America and the Production of Islamic Truth in Uganda
Title | America and the Production of Islamic Truth in Uganda PDF eBook |
Author | Yahya Sseremba |
Publisher | Taylor & Francis |
Pages | 170 |
Release | 2023-05-16 |
Genre | Political Science |
ISBN | 1000868583 |
This book investigates the ways in which the war on terror has transformed the postcolonial state in Africa. Taking American intervention in Islamic education in Uganda as the entry point, the book demonstrates how state control over Islamic truth production and everyday Muslim life has increased. During the colonial period, the Muslims in Uganda were governed in two ways: partly as lesser citizens within the Christian-dominated civil sphere and partly as members of a distinct Muslim domain. In this domain, a local system of Islamic education developed with a degree of autonomy that reflected the limits of the colonial state in shaping the Muslim subject. In the subsequent postcolonial period, systems of patronage and clientalistic networks dominated, and Muslim leaders were co-opted by the state, but without much real interference in the day-to-day lives of ordinary Muslims. However, as part of the war on terror, the US State Department seeks to bring the mechanisms of Islamic truth production, especially the madrasa, under direct state control and civil society scrutiny. This book argues that the "Muslim domain as a separate entity is coming to an end as it is being absorbed into the civil sphere, unifying the state’s domination of society." The book also analyzes local Ugandan Muslim initiatives to modernise and contextualize their own education and religion and how these initiatives are shaped by and transcend the dominant power.
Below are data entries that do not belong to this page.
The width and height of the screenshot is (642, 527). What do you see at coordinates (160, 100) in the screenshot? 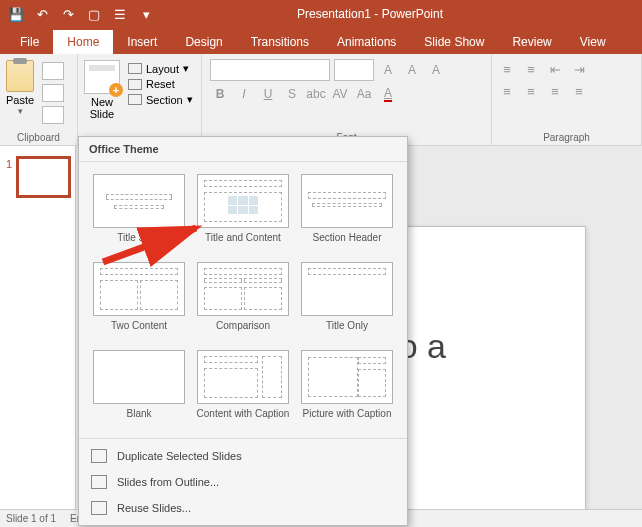
I see `section-button: Section▾` at bounding box center [160, 100].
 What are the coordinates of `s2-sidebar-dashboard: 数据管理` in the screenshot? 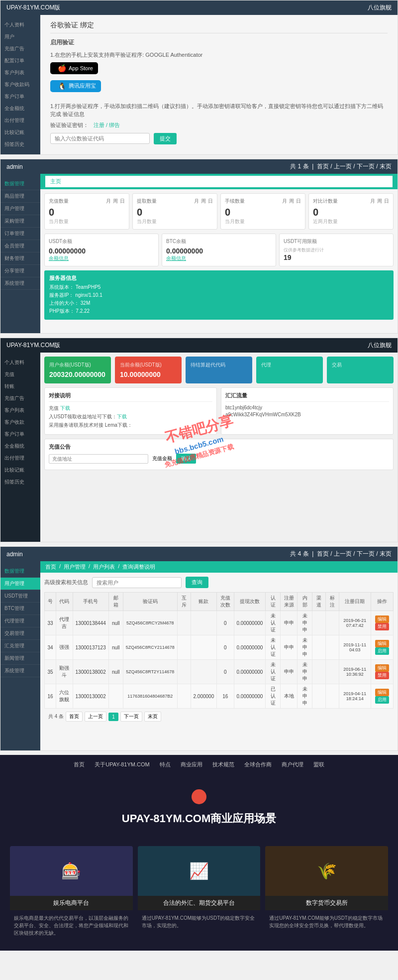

A thorough exploration of US foreign policy and Islamic education, this book will be of interest to students and scholars in the fields of Political Studies, African Studies and Religious Studies.
Tuning the Kingdom
Title | Tuning the Kingdom PDF eBook |
Author | Damascus Kafumbe |
Publisher | Boydell & Brewer |
Pages | 181 |
Release | 2018 |
Genre | Music |
ISBN | 1580469043 |
Examines how the Kawuugulu Clan-Royal Musical Ensemble uses musical performance and storytelling to manage, structure, model, and legitimize power relations among the Baganda people of south-central Uganda.